Much in the way Quentin Tarantino’s Once Upon a Time…in Hollywood hearkened back to the Los Angeles of yesteryear, director Edgar Wright’s new psychological thriller Last Night in Soho pays homage to London in the swinging ’60s. It’s an era that aspiring fashion designer Eloise (Thomasin McKenzie) has long been fascinated with, thanks largely in part to the stories passed down by affectionate, kind-hearted grandmother Peggy (Rita Tushingham), who stepped in to raise Ellie after her schizophrenic mother took her own life.
Armed with a love of ’60s fashion and a particular fondness for the sounds of recording artists like Cilla Black and Petula Clark (played only on vinyl, of course), Ellie is off to the London College of Fashion to pursue her dreams. But when the cruelty of self-centered roommate Jocasta (Synnøve Karlsen) and her legion of followers proves too much, Ellie rents an upstairs bedroom from Ms. Collins (Diana Rigg in her final onscreen role), finding comfort in the warm glow of the neon sign above the French bistro next door, even while her grouchy new landlady complains the arrival of the restaurant has left the entire building smelling of garlic.
It’s in this sparsely decorated room where Ellie begins to experience visions of Sandie (Anya Taylor-Joy), a confident young woman who came to London in the mid-sixties with dreams of headlining the Café de Paris, and who might have lived in the very same flat Ellie now inhabits. Wright employs a number of visual flourishes in these dream sequences; a scene where Sandie descends a spiral staircase while half a dozen images of Ellie are reflected on the mirrored wall behind her is quite arresting, and when handsome “talent agent” Jack (Matt Smith) invites Sandie to dance, she and Ellie swap places multiple times as the camera spins and twirls around them. It’s both dazzling and disorienting, and those sensations pair nicely with Ellie’s mindset as she becomes obsessed with her dreamland counterpart, changing her appearance to mirror Sandie’s hairstyle and trying to replicate her pink chiffon dress as part of a fashion school project.
But the more time Ellie spends visiting ’60s-era London in her sleep, the more she begins to take notice of cracks in the facade, and the surface-level glitz and glamour crumbles to reveal a sinister, seedy underbelly. Soon, the nightly excursions begin to bleed over into Ellie’s waking hours, and she finds herself plagued with violent, grisly images and menacing specters that lurk in the shadows. Are these symptoms of the same mental illness that plagued the life of her mother, or is there something supernatural at work? These answers are best left discovered on your own.
McKenzie, superb in 2019’s Jojo Rabbit and also slated to appear in Netflix’s buzzworthy award season entry The Power of the Dog, continues to exhibit incredible talent and range, and Last Night in Soho proves her more than capable of shouldering the bulk of a film’s emotional energy. As for the alluring phantom populating Ellie’s dreams, Taylor-Joy is spectacularly haunting as she evolves from starry-eyed wannabe songstress to someone much more jaded and disillusioned. Her elegant, melancholy performance of Petula Clark’s “Downtown” during an audition for Jack and a fellow promoter — heavily featured in the film’s marketing campaign — makes a substantial impression, and will likely worm its way into your subconscious for several days after hearing it.
There are few filmmakers more adept than Wright at leveraging music as a storytelling device, and Last Night in Soho features a number of pitch-perfect needle drops that evoke the time period, complemented by superb production design from Marcus Rowland. Wright’s casting choices — Terence Stamp as an aging patron who frequents the pub where Ellie bartends, along with the aforementioned Tushingham and Rigg — also serve as a clever nod to a long-vanished London, and Wright’s affection is on display throughout the film’s running time, which clocks in just short of two hours. Soho arrives just months after the release of Wright’s passion project documentary The Sparks Brothers, and nearly two decades into his feature film career, it’s encouraging to see him continue to experiment with new genres and storytelling devices, especially when the results are this enjoyable.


YOUR OBJECTIVE =
Check every line of the data below for the string "Explore", and copy the ones that hold it.
BEGIN DATASET EXCERPTS
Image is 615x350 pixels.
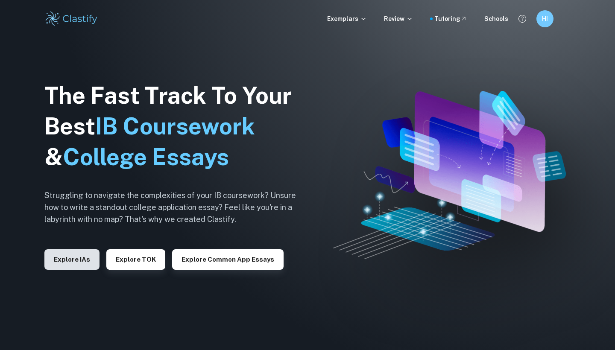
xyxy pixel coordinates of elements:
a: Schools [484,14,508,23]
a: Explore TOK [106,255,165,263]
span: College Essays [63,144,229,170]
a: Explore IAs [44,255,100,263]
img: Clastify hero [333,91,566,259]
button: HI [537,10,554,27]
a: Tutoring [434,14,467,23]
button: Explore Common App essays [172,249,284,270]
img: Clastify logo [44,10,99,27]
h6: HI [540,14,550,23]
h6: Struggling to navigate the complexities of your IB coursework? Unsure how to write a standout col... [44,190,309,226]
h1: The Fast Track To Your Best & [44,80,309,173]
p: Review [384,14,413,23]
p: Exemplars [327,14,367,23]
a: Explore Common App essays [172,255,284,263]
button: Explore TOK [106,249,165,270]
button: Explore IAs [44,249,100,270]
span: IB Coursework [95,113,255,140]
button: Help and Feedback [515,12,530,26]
END DATASET EXCERPTS
BEGIN DATASET EXCERPTS
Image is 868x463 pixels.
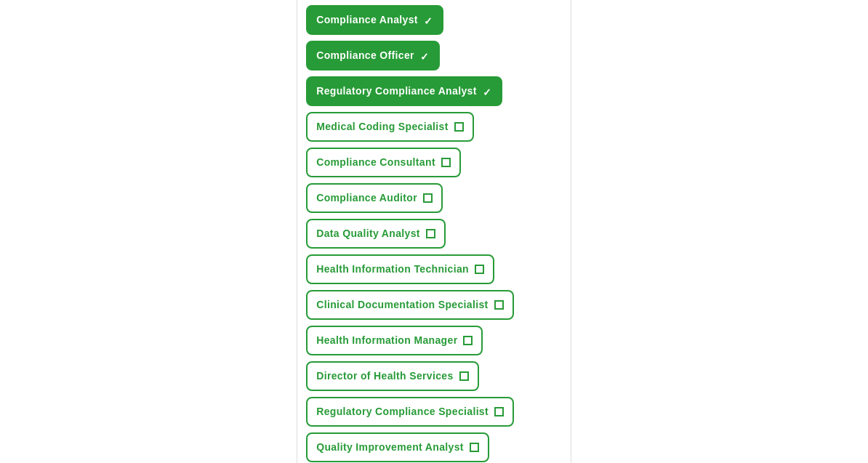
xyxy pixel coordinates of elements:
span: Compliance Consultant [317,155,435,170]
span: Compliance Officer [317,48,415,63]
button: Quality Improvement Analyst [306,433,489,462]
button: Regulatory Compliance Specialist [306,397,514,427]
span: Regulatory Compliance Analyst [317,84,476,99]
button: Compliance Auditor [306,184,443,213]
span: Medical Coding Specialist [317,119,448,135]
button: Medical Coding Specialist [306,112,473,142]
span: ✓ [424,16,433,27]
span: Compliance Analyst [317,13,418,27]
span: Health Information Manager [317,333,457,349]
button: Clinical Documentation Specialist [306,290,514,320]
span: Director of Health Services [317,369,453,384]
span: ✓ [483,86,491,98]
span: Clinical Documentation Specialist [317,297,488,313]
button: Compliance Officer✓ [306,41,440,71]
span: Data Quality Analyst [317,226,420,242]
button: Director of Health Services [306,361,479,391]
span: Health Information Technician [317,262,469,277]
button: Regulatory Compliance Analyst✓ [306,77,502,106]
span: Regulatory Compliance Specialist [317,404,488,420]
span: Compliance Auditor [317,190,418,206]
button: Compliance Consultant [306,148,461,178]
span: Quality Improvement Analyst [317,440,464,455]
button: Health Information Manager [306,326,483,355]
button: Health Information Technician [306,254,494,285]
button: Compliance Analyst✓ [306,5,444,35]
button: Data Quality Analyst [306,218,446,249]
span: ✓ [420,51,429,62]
END DATASET EXCERPTS
RESPONSE AREA =
a: Explore TOK [106,255,165,263]
a: Explore IAs [44,255,100,263]
button: Explore Common App essays [172,249,284,270]
a: Explore Common App essays [172,255,284,263]
button: Explore TOK [106,249,165,270]
button: Explore IAs [44,249,100,270]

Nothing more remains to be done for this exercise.